Jeremy Zwick had to move to wing and started scoring tries. Photo Todd Lunow photo.

In a midweek game in Ellensburg, Wash., Lindenwood defeated Central Washington 37-22 Tuesday.

This game was far, far closer than the final score might indicate. It was tied with 13 minutes to go and was still a one-score game into the final five minutes.

The game was very entertaining and the scoring went back-and-forth for much of the afternoon.

Central Washington opened the scoring with quick hands wide and a grubber to the corner. Lindenwood’s cover defense fell over just as the ball took a weird bounce, allowing the Wildcats to tough down.

Lindenwood answered right after with a snappy breakaway down the left side—foreshadowing—and lock Alejandro Martinez Tapia galloped in to make it 5-5. The Lions added a penalty only for CWU to answer and it was 8-8.

Central Washington retook the lead with some sustained pressure in the Lindenwood 22 and eventually some smart passing outside got them over. The Lindenwood players cried forward pass, but probably would have been better served playing until the whistle went (which it didn’t).

The conversion was good and it was 15-8, but right off the restart Lindenwood powered to the line with some very direct running. They thought they had scored but were held up. Still they kept at it and finally went wide and scored on the right side. Conversion was good and it was 15-15 at halftime.

The second half started with Lindenwood spending a long period inside the CWU 22. They were held up in-goal, only to come back and look to score in the left corner off a grubber and chase. But that try was disallowed due to a knock-on 

Finally Lindenwood got it over. A penalty by Central Washington set up a Lindenwood lineout inside the Wildcat 22, and the ball was sent wide to Jeremy Zwick—normally a scrumhalf but switched to the wing for the second half. Zwick unleashed the sidesteps that made him such a dangerous 7s player for Belmont Shore, beat several tacklers, to score. The difficult conversion was good and it was 22-15 Lindenwood.

Central responded immediately. A knock-on just after the restart set up an attacking scrum. The pass off the scrum was somewhat low (foreshadowing) but flyhalf Jac Tregonning was able to gather the ball and spin it to the edge. There the two CWU wings, Oscar Treacy and Sam Dwyer, put a move together, with Treacy jinking his way through and then sending the ball back inside to Dwyer, who did the rest.

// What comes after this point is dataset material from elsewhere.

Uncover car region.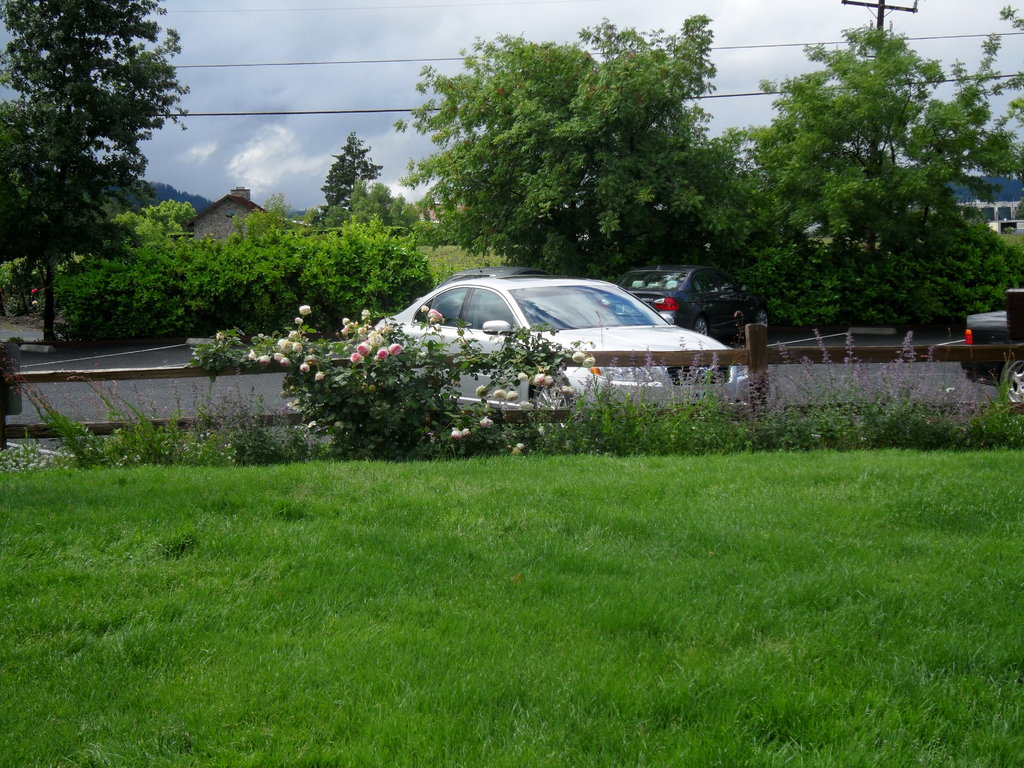
Uncovered: rect(959, 298, 1022, 403).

Tregonning’s conversion tied it up 22-22.

However, another lower pass did not get gathered the next time, and that led to a Lindenwood scrum well inside the Central half. From there Lindenwood spun in it wide to Zwick, who put on some more moves, got a thumped hard, but made it over. 

That made it 27-22 at 68 minutes, and Lindenwood then looked to stop the back-and-forth. They did well, defending for a time before sending the ball through the hands to the left side. Hands out to wing David Cathcart put him in space and he grubbered past the cover defense before chasing down his own kick to score in the corner. Now Lindenwood had a two-score lead, and as time wound down and CWU were forced to chase it, a turnover led to one more out wide for Cathcart to race down the sideline for one more.

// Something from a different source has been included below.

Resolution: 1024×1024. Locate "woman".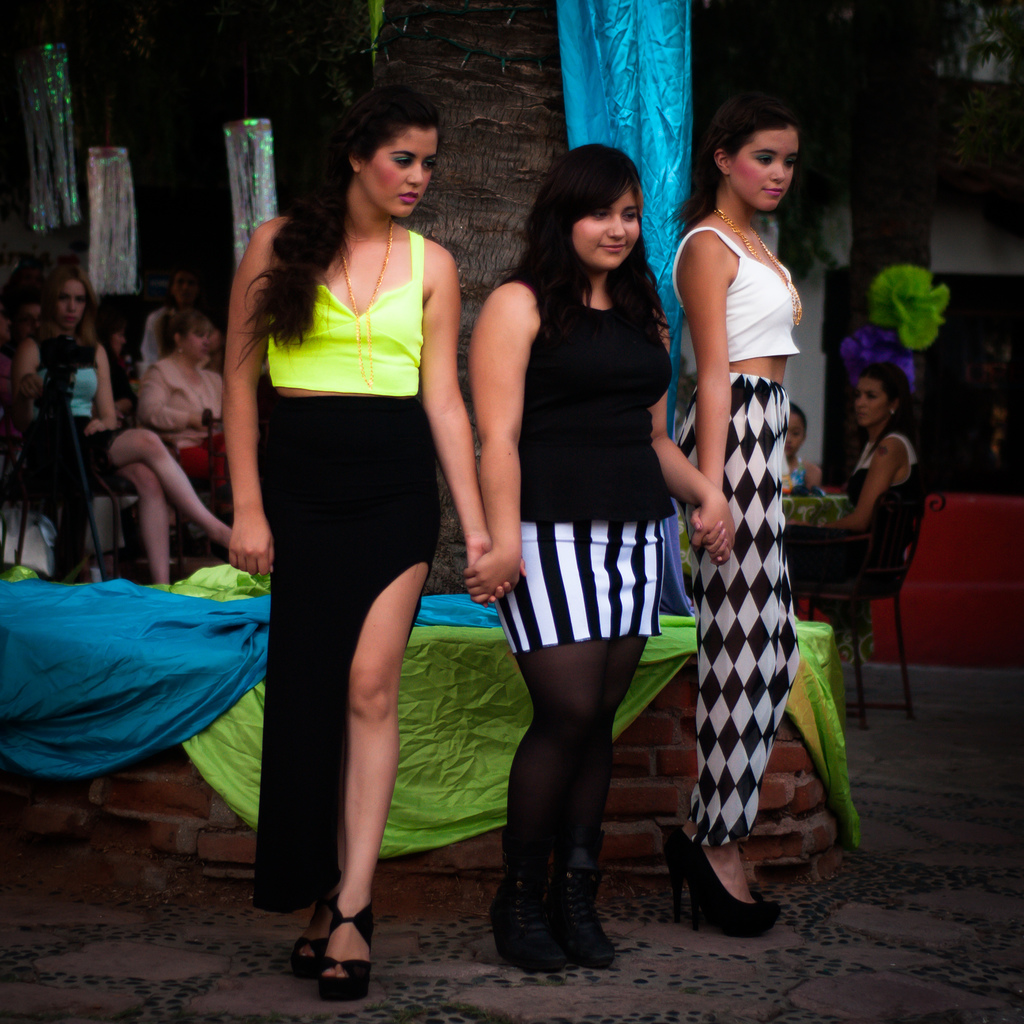
rect(131, 305, 236, 514).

This was a game worth of two Top 10 teams, and provides Lindenwood with some excellent ammunition to argue for a #1 ranking.

Cathcart and Zwick ended up with a combined five tries. Zwick was moved to wing because early in the game he was yellow-carded for killing the ball in the ruck. The Lindenwood coaching staff decided to put Jack McAllister on as a dedicated scrumhalf and sub off right wing Bautista Nasta. So when Zwick came back on, he had to fill in Nasta's spot on the wing.